Audience members asked at what yields or prices would spring wheat be competitive with the corn-soybean rotation so widely seen in the southern half of Minnesota. Dr. Goplen shared that while the benefits of rotating corn and soybean, as opposed to growing continuous corn, have been well established, it isn’t as widely known that adding a third crop only increases this benefit. Adding wheat into the rotation can increase yields of both soybean and corn by about 8%. While returns in the wheat year will be a bit lower than in the soybean or corn year, over the length of the rotation, returns are similar to those in a corn-soybean rotation.

Variety selection is about more than just yield potential

While crop quality is not typically a routine worry for corn and soybean, except in very weedy fields (foreign material dockage), when ear molds are widespread or when an early frost results in a poor test-weight harvest, quality factors are a concern for small grains. In addition to dockage due to protein concentrations lower than 14%, fungal disease can result in dockage due to deoxynivalenol (often abbreviated as DON) contaminated grain caused by F. graminearum, a fungal pathogen of spring, winter and durum wheat and barley.

Making sure that the places that would be contracting for oats or accepting rye or other small grains crops want to accept the varieties that you would like to grow is also an important consideration.

Oil content of small grains can affect shelf life of the food that these grains are destined for. Lodging potential is also important if one wants to avoid picking up downed small grains. Forage quality (protein and energy content) is also a consideration for those that want to feed small grains to lactating cows and people also will need to follow recommendations (early planting, etc.) for small grains meant for livestock. Seed supply of popular varieties, particularly as people select oats and rye for cover crop seed, can be depleted in certain markets.

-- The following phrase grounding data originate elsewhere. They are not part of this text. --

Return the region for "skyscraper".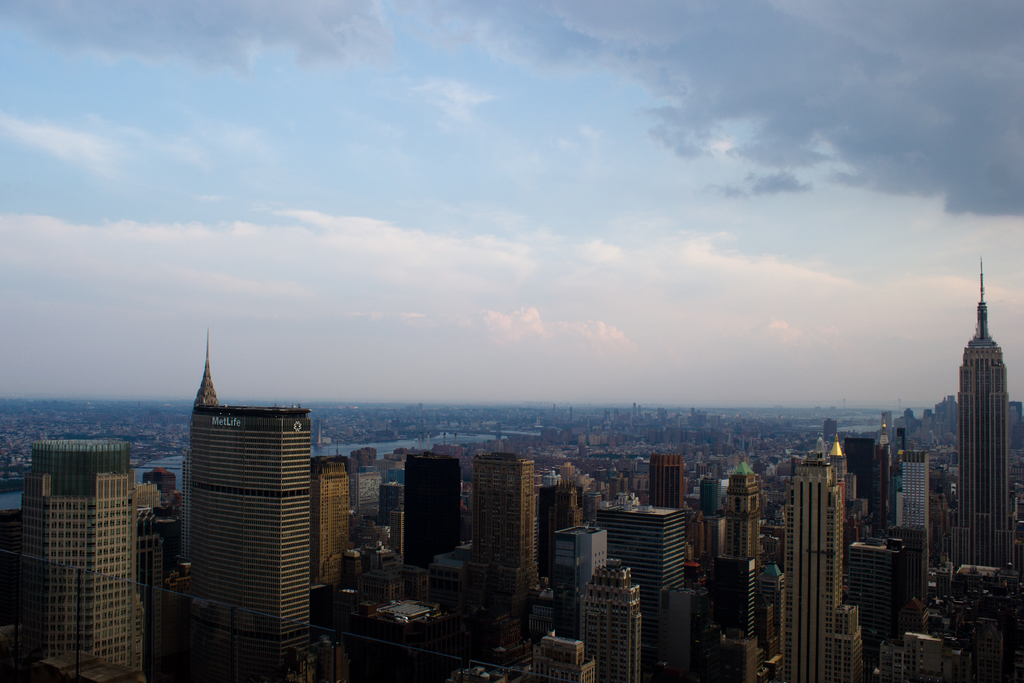
[left=402, top=447, right=465, bottom=575].
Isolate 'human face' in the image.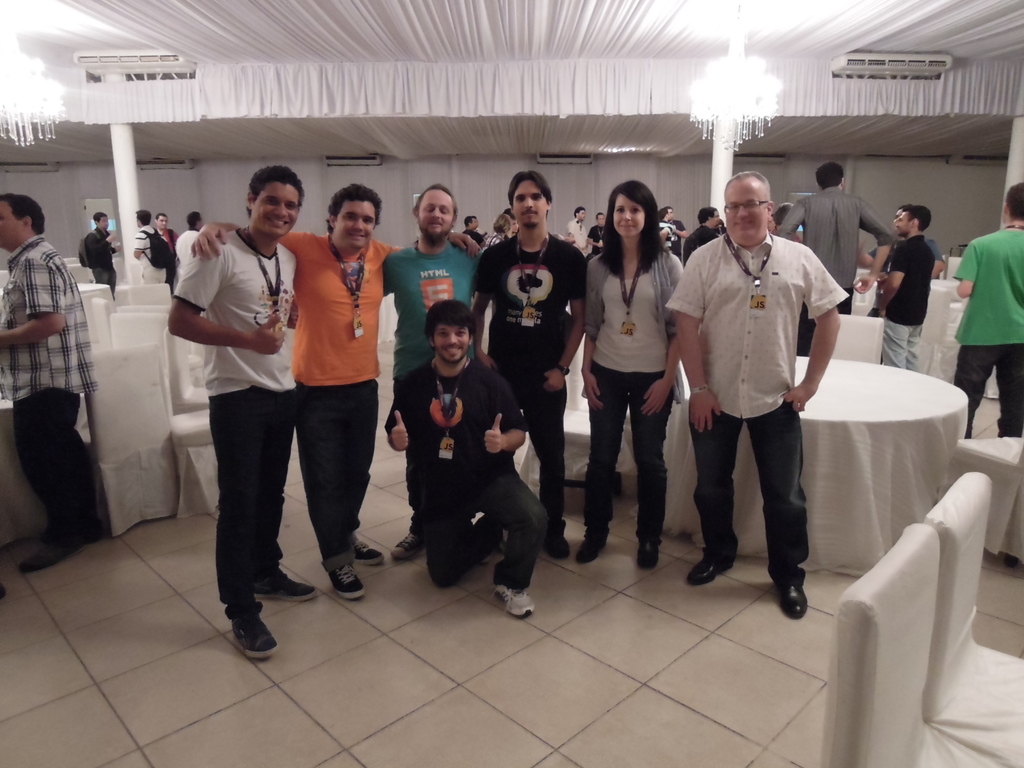
Isolated region: <box>419,189,454,241</box>.
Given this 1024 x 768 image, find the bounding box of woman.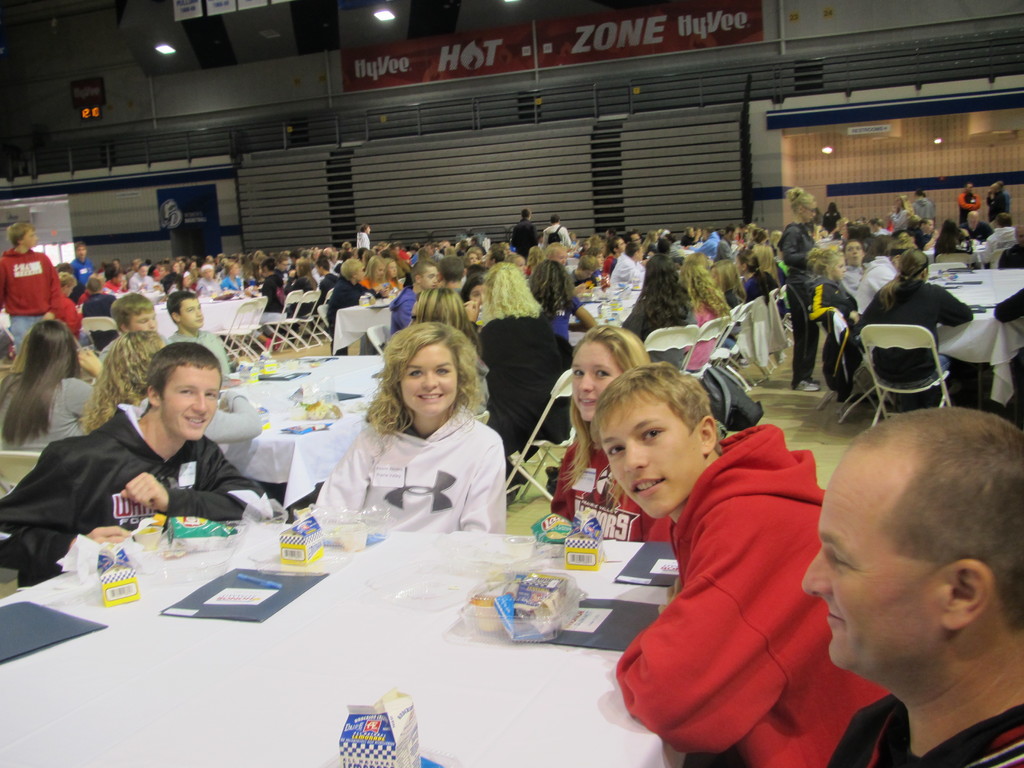
box(545, 325, 672, 542).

Fielding audience questions

Drs. Wiersma and Goplen answered many audience questions that were either asked live during the webinar or posed when attendees registered for the series, including: What about growth regulators for lodging? What does high nitrogen in the soil (manure) do for lodging potential? What are your recommendations regarding foliar fungicides? What about someone considering small grains for forage production? What are your recommendations regarding a small grain crop on heavy ground in southwest Minnesota? What are the malting characteristics of specific barley varieties? If we were a little on the dry side last fall, how should we adjust our seeding rate in 2022? How serious is drought stress on winter wheat in the central plains? What about growing corn after a small grains crop?

Watch a recording of this webinar.

Join the webinar series

University of Minnesota’s Strategic Farming: Let’s talk crops! webinar series, offered Wednesdays through March, features discussions with specialists to provide up-to-date, research-based information to help farmers and ag professionals optimize crop management strategies for 2022.

This Wednesday, join Dr. Ian MacRae, UMN Extension entomology specialist, and Bruce Potter, UMN Extension IPM specialist, as they answer audience questions and discuss how the 2021 drought affected pest pressure in 2021 and will have impacts into 2022 and how best to manage insect pests with fewer tools in our toolbox. For more information and to register, visit z.umn.edu/strategic-farming.

Thanks to the Minnesota Soybean Research & Promotion Council and the Minnesota Corn Research & Promotion Council for their generous support of this program!